While this quote isn't exactly accurate it does have parts of the truth.
My friends rarely ever talk about what they did or saw when they served and for a good reason too. Typically it's because there's no way we can relate to their experiences and the story or feelings are completely lost on us. Only once did a friend share a story and it was after a somewhat traumatic experience, so it wasn't exactly normal circumstances for him to decide to tell us about it. So next time you see someone who served, thank them and respect them enough not to pry a war story out of them.

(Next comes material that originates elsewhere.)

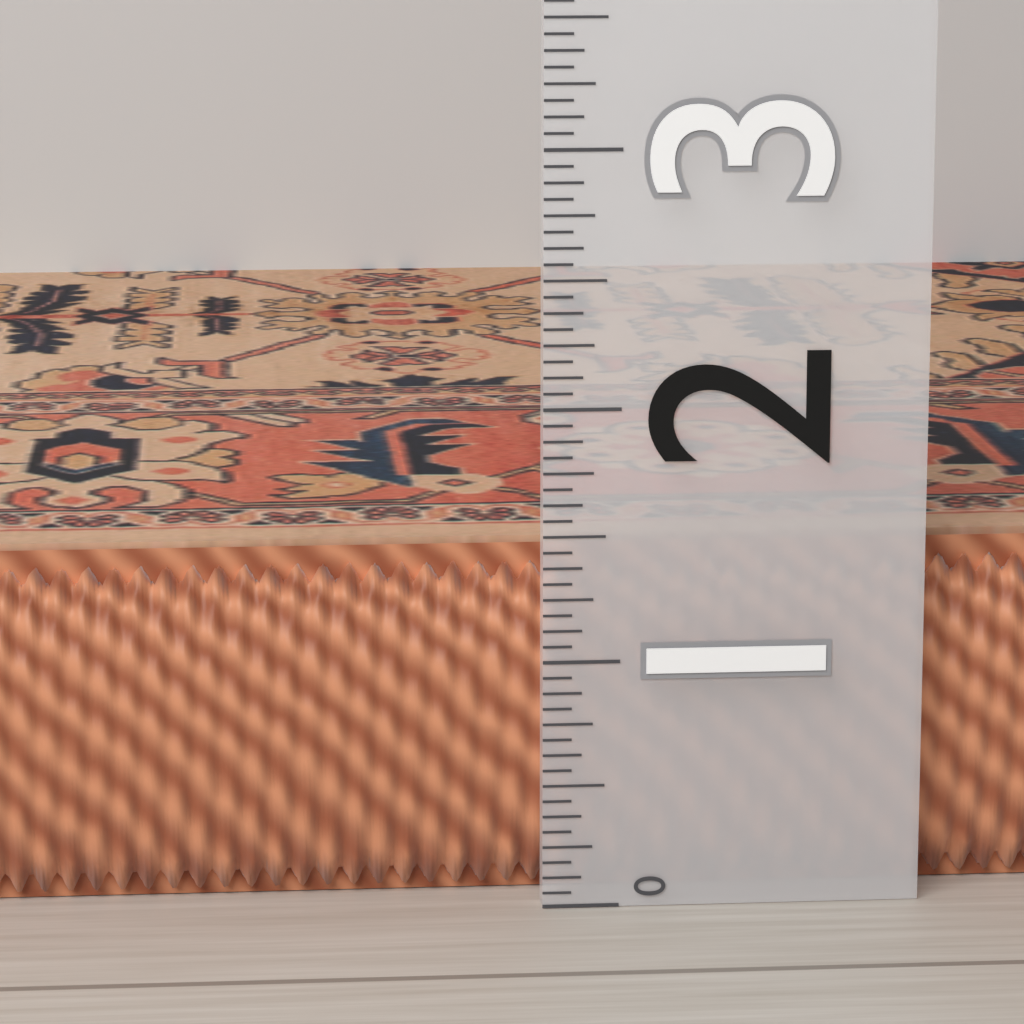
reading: 1.4375 (no unit)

- Cryptonomicon by Neal Stephenson [↩]
Quote of the <not very specific unit of time>
The boy had a peculiar relationship with sound. When a fire engine passed, he was not troubled by the siren's howl or the bell's clang. But when a hornet got into the house and swung across the ceiling in a broad Lissajous, droning almost inaudibly, he cried in pain at the noise. And if he saw or smelled something that scared him, he would clap his hands over his ears.
One noise that troubled him not at all was the pipe organ in the chapel at Bolger Christian College. The chapel itself was nothing worth mentioning, but the organ had been endowed by the paper mill family and would have sufficed for a church four times the size. It nicely complemented the organist, a retired high school math teacher who felt that certain attributes of the Lord (violence and capriciousness in the Old Testament, majesty and triumph in the New) could be directly conveyed into the souls of the enpewed sinners through a kind of frontal sonic impregnation. That ran the risk of blowing out the stained-glass windows was of no consequence since no one liked them anyway, and the paper mill fumes were gnawing at the interstitial lead. But after one little old lady too many staggered down the aisle after a service, reeling from tinnitus, and made a barbed comment to the minister about the exceedingly dramatic music, the organist was replaced.
--Neal Stephenson, Cryptonomicon
I just today picked up Cryptonomicon from Bookman's, Tucson's local used-book (or just about any kind of media) store and began reading. I rarely find books this amusing but I literally laughed out loud for a good few minutes after reading the bold section in that quote.